The number of guests
usually included in a formal dinner makes it necessary to serve
more than one bottle. Therefore, there is no savings in buying
two or more bottles of the same wine.
More elaborate food
is best with just the right wine. It is much to the credit of
the host and it is a delicate compliment to the good taste of
the guests, to present with each course a wine especially
selected for its affinities with the dish.
An array of wine
glasses, a different French wine with each course - all this
greatly contributes to the aura of formality and festivity.
Formal dining is the
occasion to serve the greatest French wine which can be
afforded. When more than one wine is served, however, the
discriminating host is careful to present them in a progressive
order, building up his guests' interest from the light-bodied,
young wines, to the full-bodied, old ones.
Informal Dinners
A wine glass at the side of a water goblet, a
bottle of French wine on the table, and already a glow of
anticipation appears on every face. "What is the big occasion?"

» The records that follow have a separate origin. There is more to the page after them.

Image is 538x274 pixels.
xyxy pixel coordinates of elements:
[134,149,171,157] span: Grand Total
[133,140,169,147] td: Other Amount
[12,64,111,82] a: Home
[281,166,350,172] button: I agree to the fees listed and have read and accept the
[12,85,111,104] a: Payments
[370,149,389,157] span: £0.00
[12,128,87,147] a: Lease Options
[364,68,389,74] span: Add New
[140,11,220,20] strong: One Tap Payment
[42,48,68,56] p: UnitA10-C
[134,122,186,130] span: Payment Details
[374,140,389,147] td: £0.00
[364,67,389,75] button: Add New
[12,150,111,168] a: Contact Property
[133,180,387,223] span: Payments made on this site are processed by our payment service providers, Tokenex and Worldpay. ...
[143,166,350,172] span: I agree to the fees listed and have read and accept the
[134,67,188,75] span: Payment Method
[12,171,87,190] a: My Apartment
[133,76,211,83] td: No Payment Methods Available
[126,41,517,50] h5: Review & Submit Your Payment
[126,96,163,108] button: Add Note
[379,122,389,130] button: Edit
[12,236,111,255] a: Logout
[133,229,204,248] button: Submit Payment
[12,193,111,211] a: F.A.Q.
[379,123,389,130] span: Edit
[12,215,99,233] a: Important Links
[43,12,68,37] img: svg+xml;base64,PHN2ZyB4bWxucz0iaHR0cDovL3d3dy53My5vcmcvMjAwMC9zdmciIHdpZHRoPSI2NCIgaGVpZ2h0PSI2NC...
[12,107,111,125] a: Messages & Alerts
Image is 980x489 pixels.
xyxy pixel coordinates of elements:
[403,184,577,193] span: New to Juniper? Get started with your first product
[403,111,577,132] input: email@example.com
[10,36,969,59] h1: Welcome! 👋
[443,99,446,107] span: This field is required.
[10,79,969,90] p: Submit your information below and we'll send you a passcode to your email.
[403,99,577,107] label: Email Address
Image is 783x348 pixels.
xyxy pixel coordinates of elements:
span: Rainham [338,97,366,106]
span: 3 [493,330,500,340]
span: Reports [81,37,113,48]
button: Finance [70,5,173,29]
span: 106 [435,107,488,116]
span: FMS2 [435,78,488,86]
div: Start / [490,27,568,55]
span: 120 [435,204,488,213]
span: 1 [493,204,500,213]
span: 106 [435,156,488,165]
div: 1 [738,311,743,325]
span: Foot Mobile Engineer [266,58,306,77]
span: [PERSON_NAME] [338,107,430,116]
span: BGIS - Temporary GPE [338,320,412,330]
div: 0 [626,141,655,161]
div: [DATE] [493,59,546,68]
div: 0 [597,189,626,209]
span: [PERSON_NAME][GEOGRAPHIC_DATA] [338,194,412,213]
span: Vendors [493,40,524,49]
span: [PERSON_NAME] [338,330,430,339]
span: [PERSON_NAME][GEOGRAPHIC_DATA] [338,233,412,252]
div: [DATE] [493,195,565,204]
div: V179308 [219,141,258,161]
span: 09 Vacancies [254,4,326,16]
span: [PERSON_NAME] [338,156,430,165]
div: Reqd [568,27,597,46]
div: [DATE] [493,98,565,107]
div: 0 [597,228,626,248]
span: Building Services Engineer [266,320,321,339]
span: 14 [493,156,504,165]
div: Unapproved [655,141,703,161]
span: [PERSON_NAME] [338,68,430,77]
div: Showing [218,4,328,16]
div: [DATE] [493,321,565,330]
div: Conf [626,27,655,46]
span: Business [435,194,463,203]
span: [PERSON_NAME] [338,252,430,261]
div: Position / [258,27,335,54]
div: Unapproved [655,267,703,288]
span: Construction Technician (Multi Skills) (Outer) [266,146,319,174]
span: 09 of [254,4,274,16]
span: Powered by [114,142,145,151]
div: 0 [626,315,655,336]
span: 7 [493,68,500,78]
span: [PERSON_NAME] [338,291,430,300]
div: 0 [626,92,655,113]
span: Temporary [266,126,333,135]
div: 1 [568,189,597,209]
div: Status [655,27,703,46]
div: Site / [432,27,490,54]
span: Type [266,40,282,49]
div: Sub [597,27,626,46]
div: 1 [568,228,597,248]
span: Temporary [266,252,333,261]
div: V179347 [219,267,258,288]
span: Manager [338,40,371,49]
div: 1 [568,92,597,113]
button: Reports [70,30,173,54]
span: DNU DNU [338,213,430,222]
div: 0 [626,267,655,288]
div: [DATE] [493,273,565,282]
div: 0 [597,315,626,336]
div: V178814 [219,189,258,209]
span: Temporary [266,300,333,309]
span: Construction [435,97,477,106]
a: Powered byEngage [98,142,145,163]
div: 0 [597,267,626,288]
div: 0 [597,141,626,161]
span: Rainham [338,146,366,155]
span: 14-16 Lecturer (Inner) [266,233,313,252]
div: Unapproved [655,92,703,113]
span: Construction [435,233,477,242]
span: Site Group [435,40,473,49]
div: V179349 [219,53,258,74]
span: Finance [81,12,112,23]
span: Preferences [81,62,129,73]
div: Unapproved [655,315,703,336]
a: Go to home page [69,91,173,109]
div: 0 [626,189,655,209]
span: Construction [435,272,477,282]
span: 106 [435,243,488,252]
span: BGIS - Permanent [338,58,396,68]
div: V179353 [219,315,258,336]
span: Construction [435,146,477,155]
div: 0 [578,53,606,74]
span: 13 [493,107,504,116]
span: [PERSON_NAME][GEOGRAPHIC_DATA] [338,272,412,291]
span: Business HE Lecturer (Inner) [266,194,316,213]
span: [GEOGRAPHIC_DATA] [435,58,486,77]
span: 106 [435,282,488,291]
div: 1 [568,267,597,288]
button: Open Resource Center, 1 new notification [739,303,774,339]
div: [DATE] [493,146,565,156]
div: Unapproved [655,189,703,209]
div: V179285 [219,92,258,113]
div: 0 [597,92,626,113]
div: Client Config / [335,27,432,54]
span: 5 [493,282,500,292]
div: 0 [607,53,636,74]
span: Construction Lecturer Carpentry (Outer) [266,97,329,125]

The big occasion may be only a dinner made with special care;
the getting together of people dear to each other. It may well
be no more than "I just felt like it ...".
Whatever the reason, the mood is set and what
may not have started out to be a "big occasion" will then become one.
At informal dinners, most of the time only
one wine is served.
However, without excessive lavishness the
dinner may be made perfect by serving, with the dessert. a small
glass of one of the sweet wines of France. These wines are
better appreciated when drunk well chilled in very small
quantity. Half a bottle is largely enough to brighten the last
course of a dinner of six.
Fine regionals or parish wines are well
suited to informal dining.
Barbecues and Picnics
A glass of good red French wine is just
the thing with a luscious steak or a juicy hamburger. An
honest meat loaf becomes a gourmet's treat with an inexpensive
French red wine.
A dry white wine does wonders for a “Shore
Dinner". Fish, lobster and shrimp grilled over glowing coals,
are superb with French white wines.
Even
when many different foods are served, as is usually the case, no
more than one kind of wine is ordinarily presented. A French
rosé wine or a dry white wine is always right.
A young regional red wine also goes very well
with barbecue or picnic dishes. Served with an outdoor meal,
such a young red wine is often more enjoyable when it is cooled.
The easiest way to cool it is to let the bottle stand for a
couple of hours in a bucket or a pail of cold water.